Darrell Bradley - Mayor, Belize City
"We are paying them and we are going to pay them."

Geovannie Brackett
"Do you have any intentions to speak with Mr. Ellis or management of BML?"

Darrell Bradley - Mayor, Belize City
"I've always spoken to them."

Geovannie Brackett
"He have said that its been months that you have spoken to him."

Darrell Bradley - Mayor, Belize City
"I've always spoken to them."

Geovannie Brackett
"When was the last time you've spoken to them?"

Darrell Bradley - Mayor, Belize City
"I can't remember."

Reporter
"Sir, can you say when it is that the council will be making another payment?"

Darrell Bradley - Mayor, Belize City
"I cannot say exactly. Those people, while I am sympathetic to them are not city council employees. You work for a company that has a contract with the Belize City Council. It's a tenure contract, that contract is coming to an end."

Geovannie Brackett
"There are littering penalties right now. I can't recall if one person has been arrested."

Darrell Bradley - Mayor, Belize City
"We've persecuted a lot of people on that. That's part of our strategy."

Geovannie Brackett
"If you can't currently enforce that legislation, how will you....?"

Darrell Bradley - Mayor, Belize City
"We are enforcing that legislation."

Geovannie Brackett
"Obviously I dint see it because when you go around...."

Darrell Bradley - Mayor, Belize City
"You don't go to court Geovannie."

Geovannie Brackett
"How many people? Give us a statistic?"

Darrell Bradley - Mayor, Belize City
"I am not the sanitation person, but every month I think that we persecute more than 30 people for that. I can't tell you if those persecutions are successful because that is handle by a certain department of this operation and I know that people write in. The fines for business is $2,000, for an individual its $500. Those are serious fines and we've persecuted offenses under that."
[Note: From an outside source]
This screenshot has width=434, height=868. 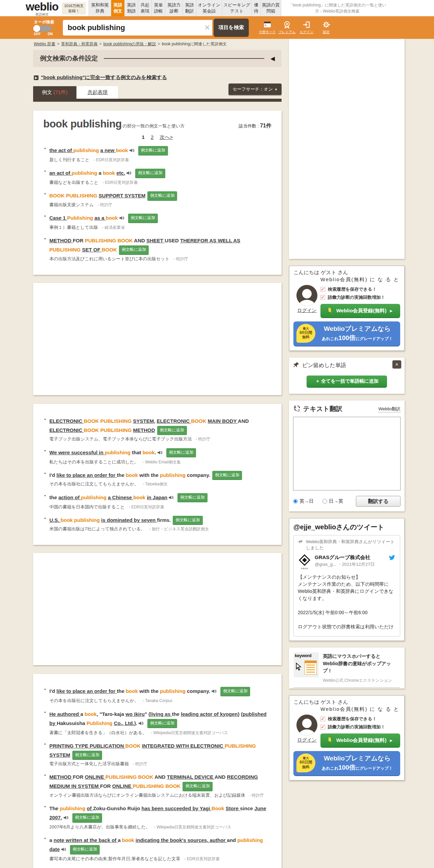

"All I am saying is that coming closer to the January 2015 deadline, I expect that there will be increase contentions and frustrations because you are going from ne system where you are paying and exorbitant amount of money to one supplier to a system where you don't have to do that, so I understand that the employees are concern. I would be concern likewise. I understand that the company is concern because they have been in a sense bleeding us for 10 years and now that that is coming to an end - that gravy train is coming to an end they are holding up their hands and saying what."

And while there are aspersions to the contrary, the mayor today publicly restated that when the contract lapses, the job of cleaning the city streets will revert to the city council.